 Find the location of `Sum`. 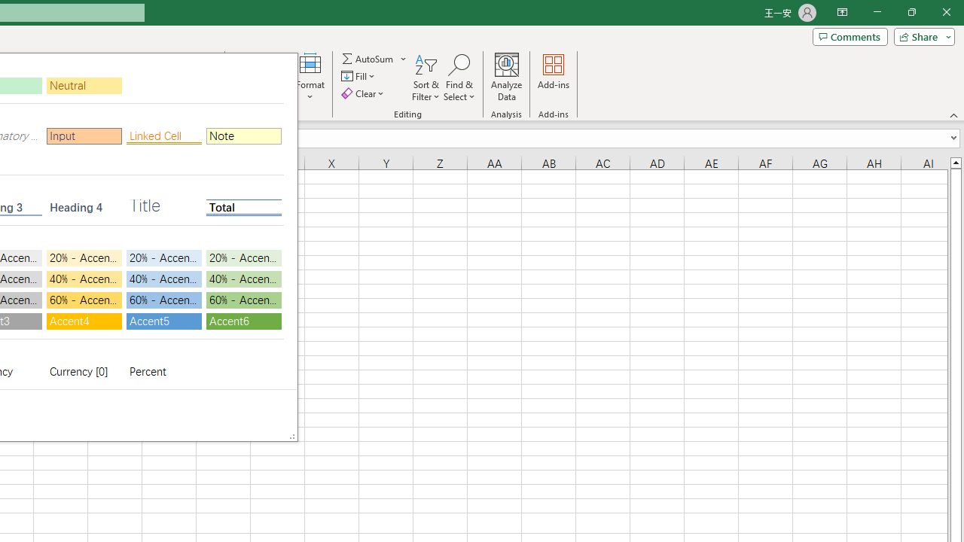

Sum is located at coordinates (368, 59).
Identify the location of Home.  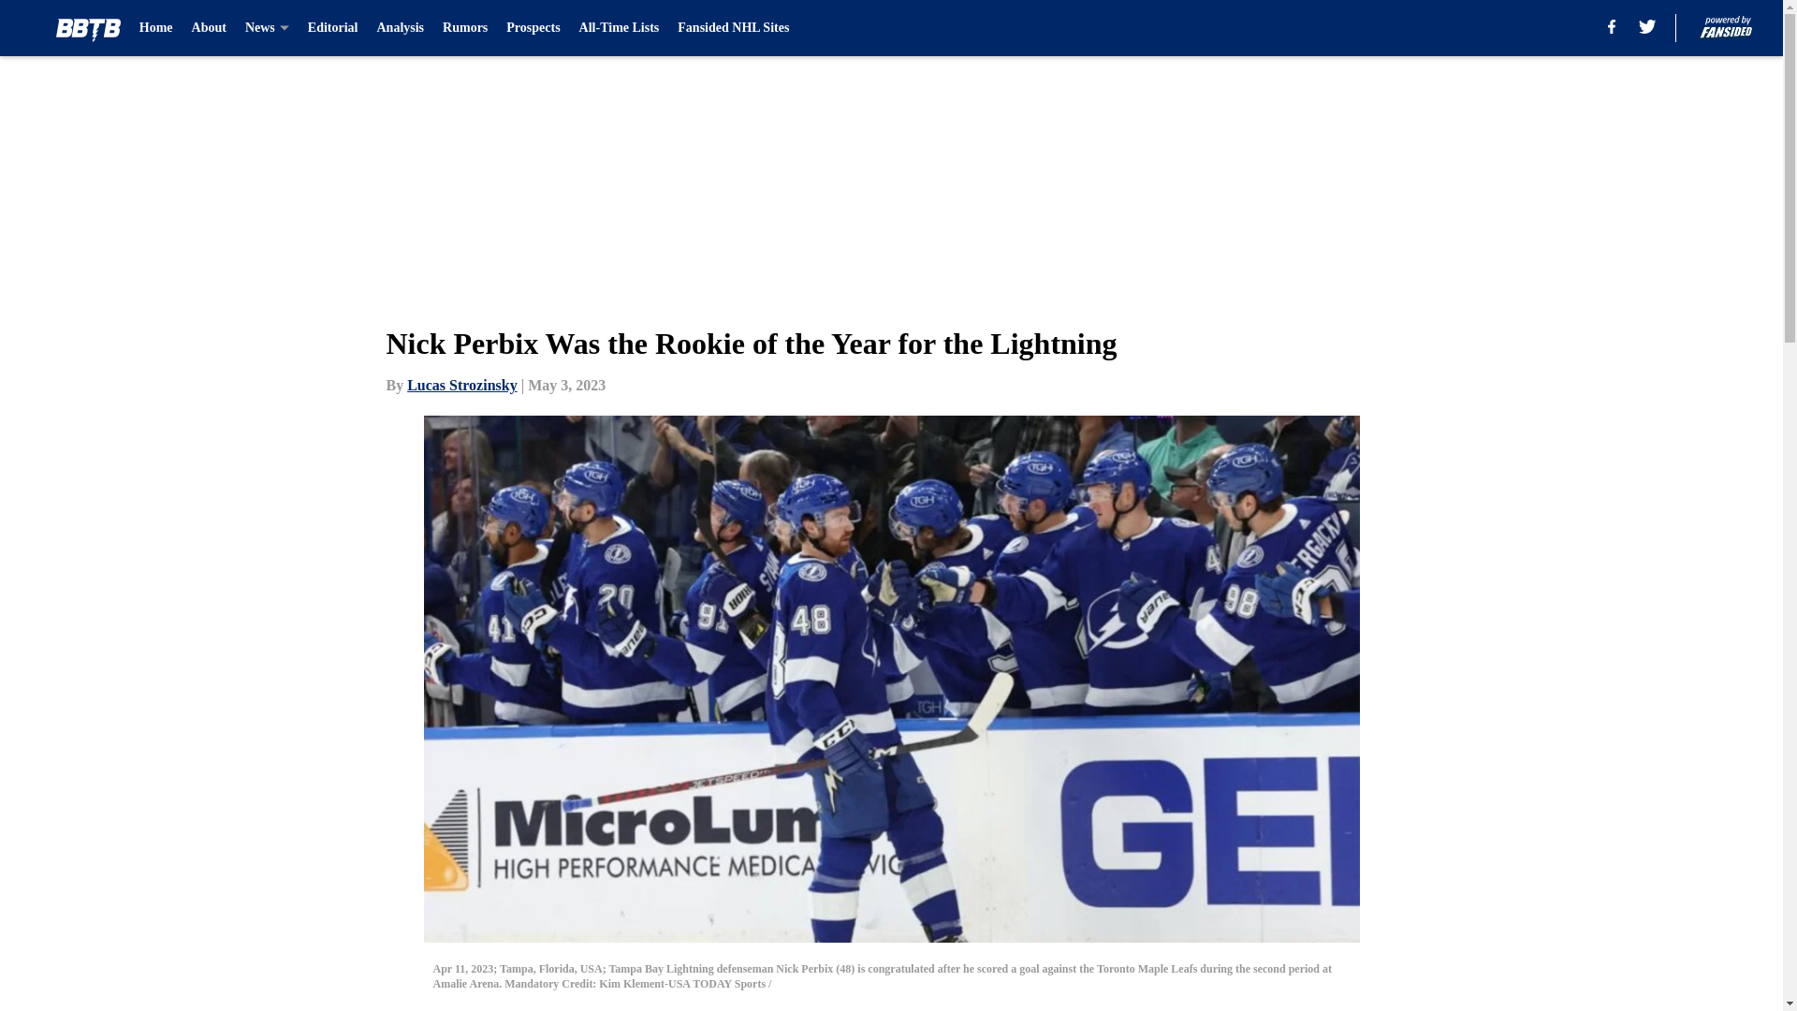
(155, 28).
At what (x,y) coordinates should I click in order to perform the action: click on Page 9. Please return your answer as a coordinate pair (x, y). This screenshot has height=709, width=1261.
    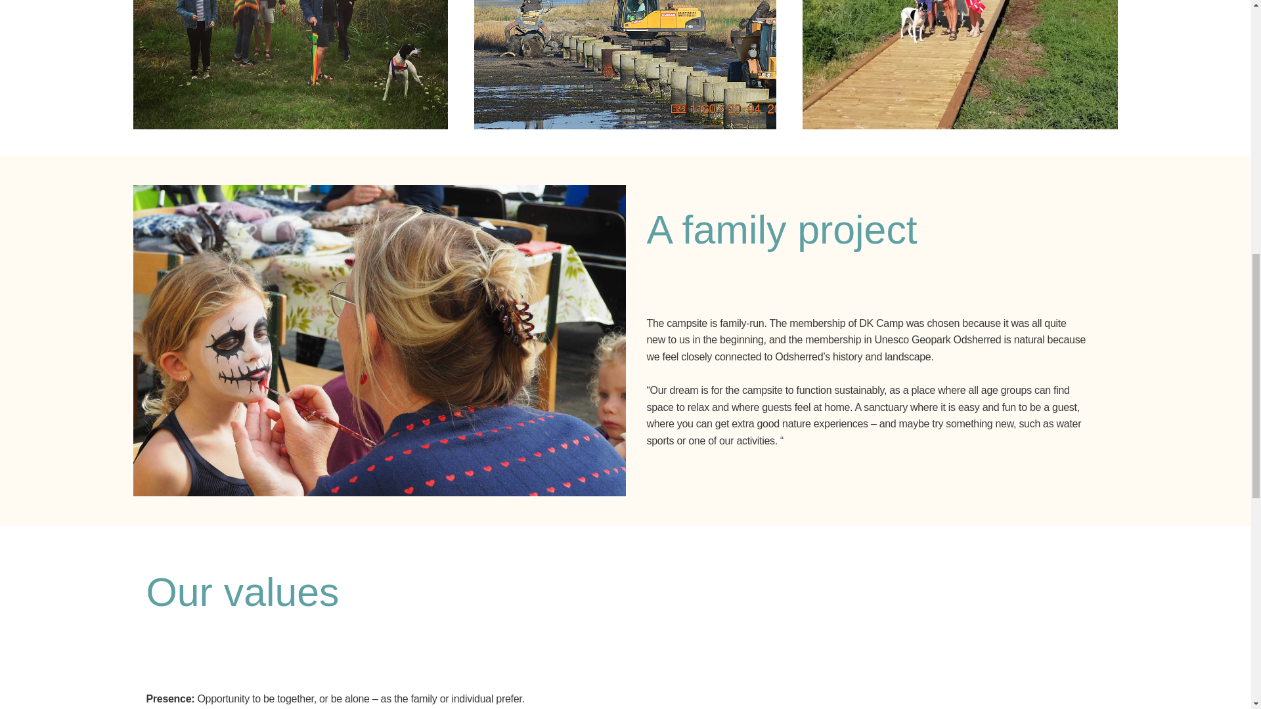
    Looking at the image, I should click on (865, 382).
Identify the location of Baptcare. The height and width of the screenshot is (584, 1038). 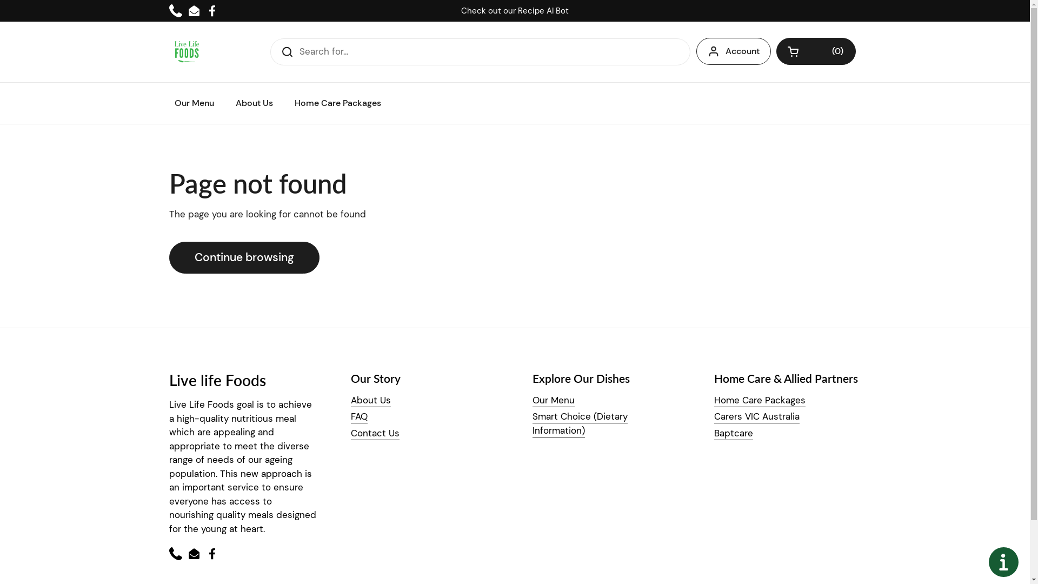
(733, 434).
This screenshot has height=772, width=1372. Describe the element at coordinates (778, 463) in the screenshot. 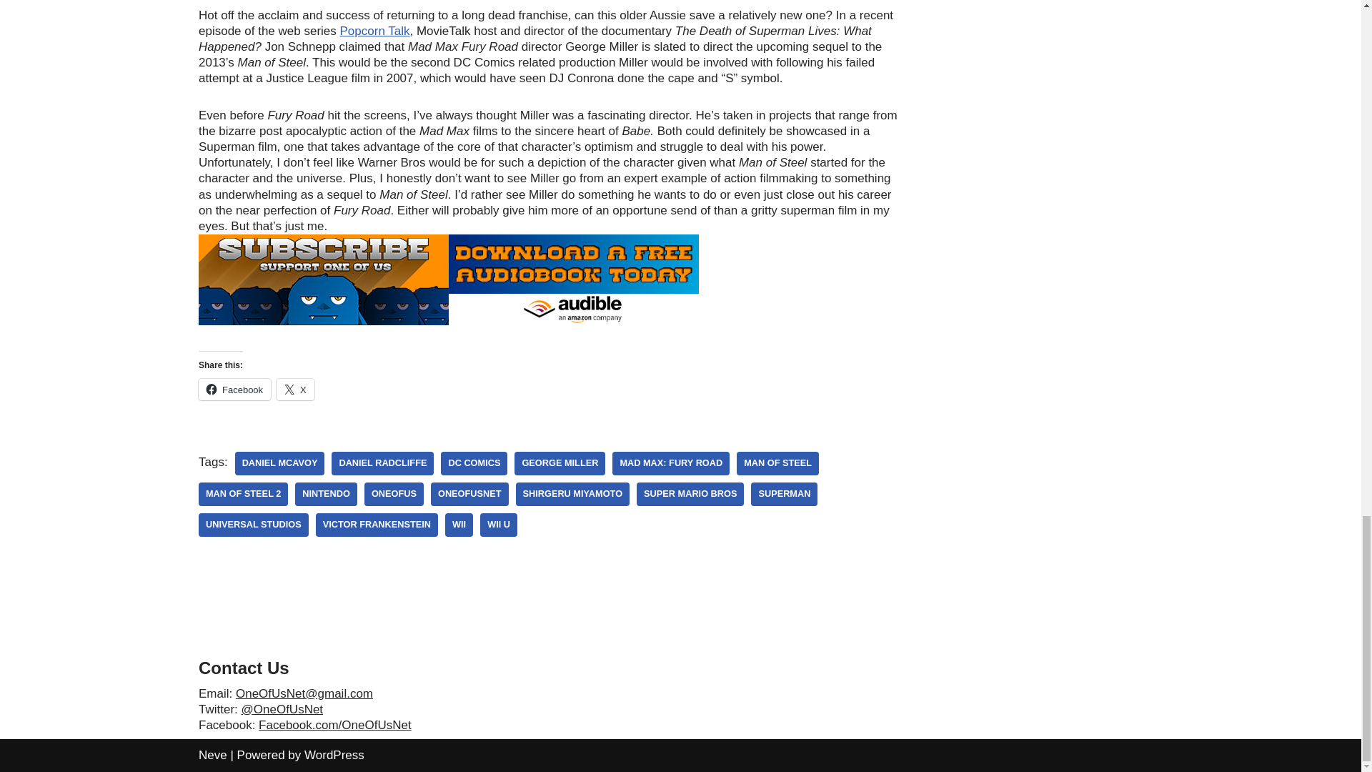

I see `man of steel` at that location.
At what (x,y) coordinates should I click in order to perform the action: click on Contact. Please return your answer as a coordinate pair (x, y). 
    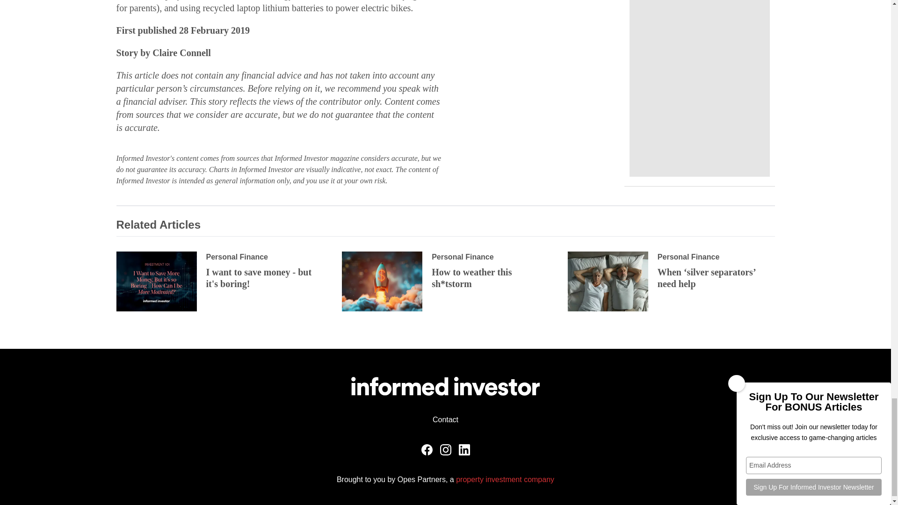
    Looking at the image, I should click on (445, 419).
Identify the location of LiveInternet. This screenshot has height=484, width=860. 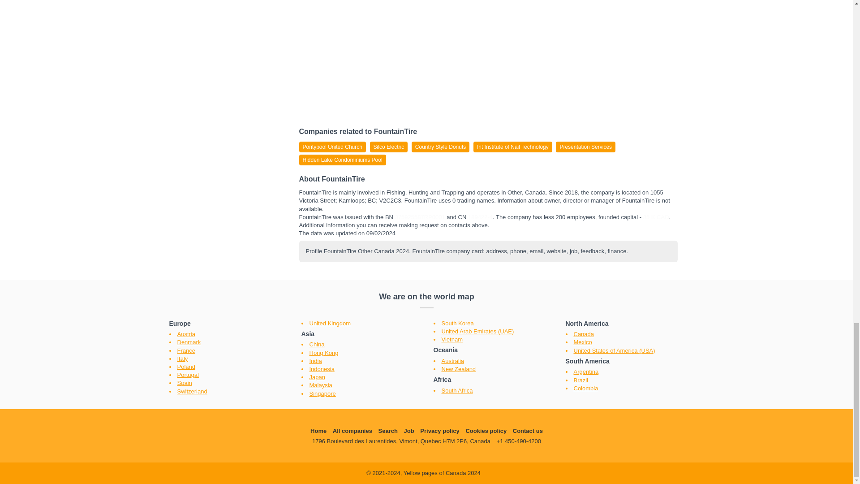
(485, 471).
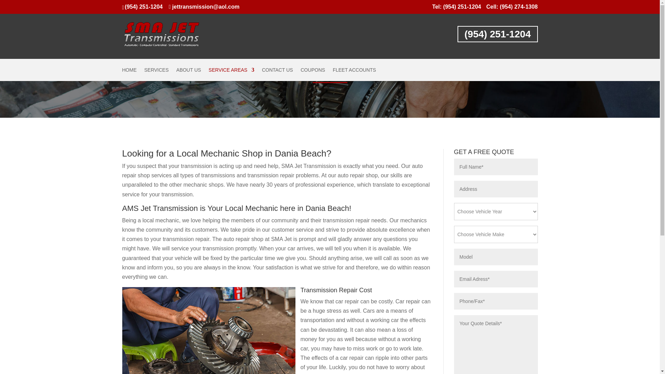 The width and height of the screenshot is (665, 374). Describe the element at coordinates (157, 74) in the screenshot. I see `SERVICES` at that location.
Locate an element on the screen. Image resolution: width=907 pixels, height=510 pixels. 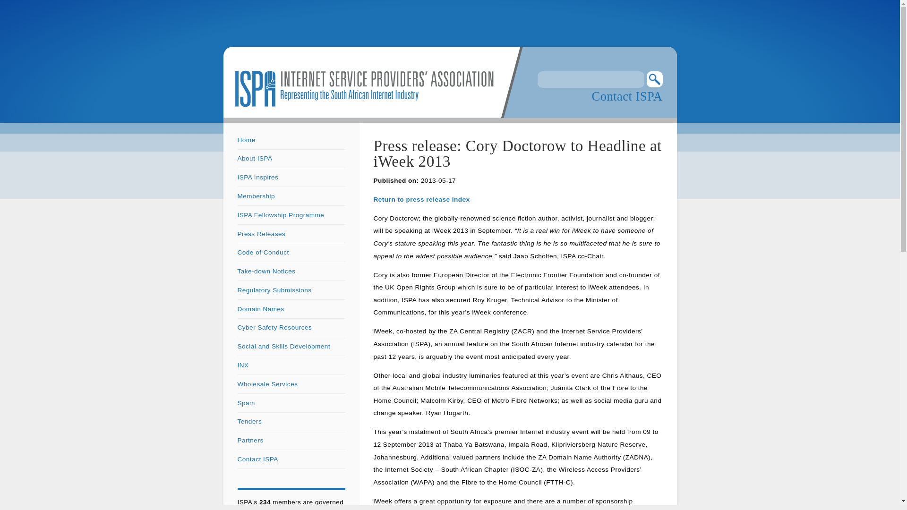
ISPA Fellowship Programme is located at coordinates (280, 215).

• _ABOUT THIS EXERCISE_
Restate each entry word for word, please, but drop any images it holds.

• _PROBLEM SOLUTION_
 Find the location of `Sum`. 

Sum is located at coordinates (368, 59).
Identify the location of Home.  
(155, 28).
At what (x,y) coordinates should I click in order to perform the action: click on Page 9. Please return your answer as a coordinate pair (x, y). This screenshot has height=709, width=1261.
    Looking at the image, I should click on (865, 382).
Identify the location of Baptcare. The height and width of the screenshot is (584, 1038). 
(733, 434).
This screenshot has height=772, width=1372. Describe the element at coordinates (778, 463) in the screenshot. 

I see `man of steel` at that location.
At what (x,y) coordinates should I click in order to perform the action: click on Contact. Please return your answer as a coordinate pair (x, y). 
    Looking at the image, I should click on (445, 419).
Identify the location of LiveInternet. This screenshot has height=484, width=860. 
(485, 471).
 The width and height of the screenshot is (665, 374). Describe the element at coordinates (157, 74) in the screenshot. I see `SERVICES` at that location.
Locate an element on the screen. Image resolution: width=907 pixels, height=510 pixels. 
ISPA Fellowship Programme is located at coordinates (280, 215).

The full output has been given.